I hope Lyft fires the driver. There's no excuse for dumping someone's pet on the side of the road like trash. The barrier to entry for these apps must be real low.
Indeed this whole story sounds like the driver is just a useless human. They dropped off the passenger at a pet hospital. I can't imagine how the driver realized there was still a cat in the car and did anything other than return to the pet hospital. I wonder what lyft's GPS data says, do they see the driver stop a few minutes after leaving the pet hospital, near where they found the cat?
I looked for a couple other writeups on this story, but no one seems to know how the cat got from inside the car to anywhere else. Without any details, I'm left to assume the driver is a terrible human being and simply discarded the cat on the side of the road.
They aren't employees, are they? Your verbiage seems off. I know not continuing to work with an independent contractor is very similar to firing an employee, but isn't it a little different?
I have no idea if there's a legal distinction, but I've heard of people firing contractors, and customers for that matter, so in the vernacular it seems fine.
> There's no excuse for dumping someone's pet on the side of the road like trash.
Do we know that's what happened? It's what I assumed, but I hadn't followed this story until the article popped up on Ars, so I'm curious if there are more details.
Short of it: cat in carrier in car; driver drove off, only responded hours later; cat found days later not in carrier covered in fleas. The cat did not let itself out of the car or carrier so the driver must have, as they have no other excuse.
Are taxi's any better now? I haven't taken one in more than a decade, but in talking to taxi drivers back then it was clear that calling the cab company and asking for a pickup didn't result in any guarantees. They would call it out on the radio and if someone felt like picking you up they would. Otherwise you just wait outside the bar and wonder why there is no car.

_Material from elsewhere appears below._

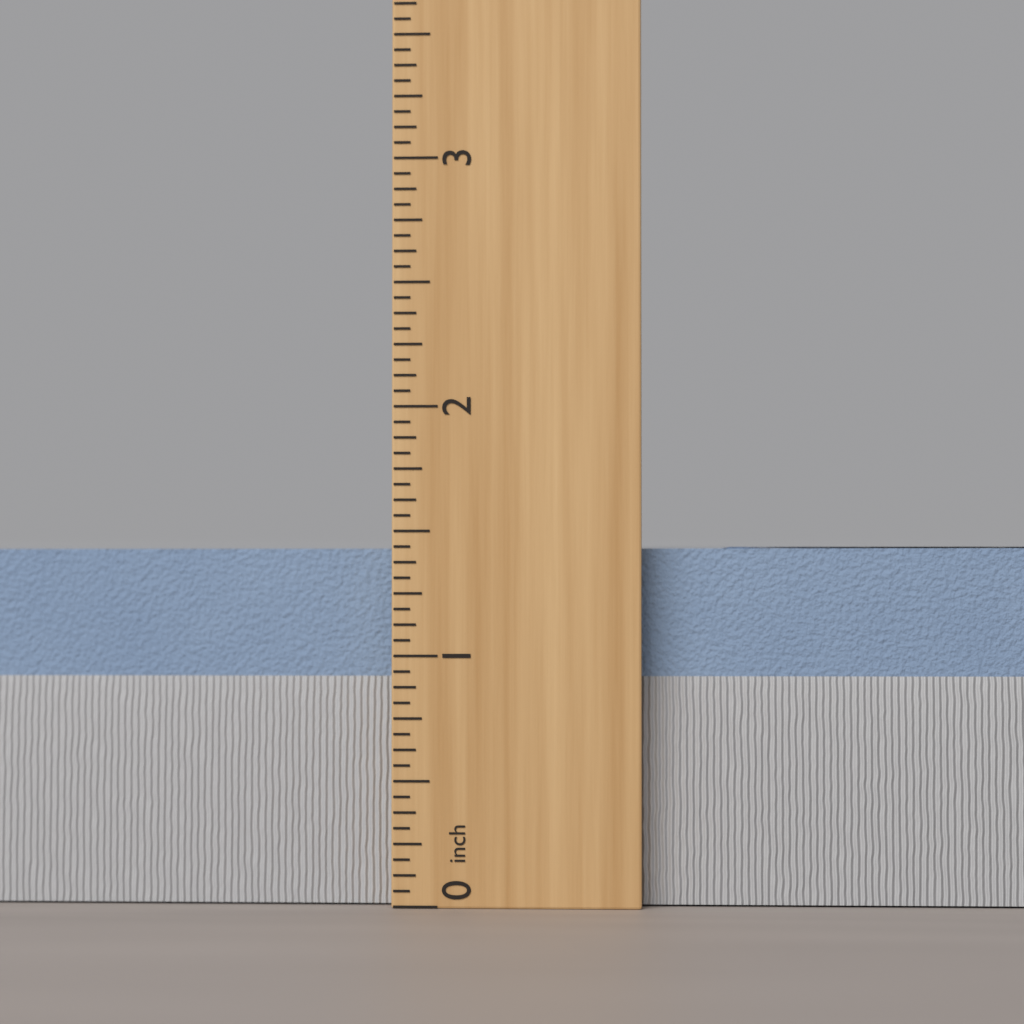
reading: 1.4375 inch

lacksconfidence|2 years ago
I looked for a couple other writeups on this story, but no one seems to know how the cat got from inside the car to anywhere else. Without any details, I'm left to assume the driver is a terrible human being and simply discarded the cat on the side of the road.
skyyler|2 years ago
They aren't employees, are they? Your verbiage seems off. I know not continuing to work with an independent contractor is very similar to firing an employee, but isn't it a little different?
qup|2 years ago
They're exactly the same thing.
yjftsjthsd-h|2 years ago
mint2|2 years ago
It would be a terms of platform violation.
sandyarmstrong|2 years ago
Do we know that's what happened? It's what I assumed, but I hadn't followed this story until the article popped up on Ars, so I'm curious if there are more details.
petee|2 years ago
onlyrealcuzzo|2 years ago
Lyft and Uber are the same price as taxis - and the quality is dramatically worse now.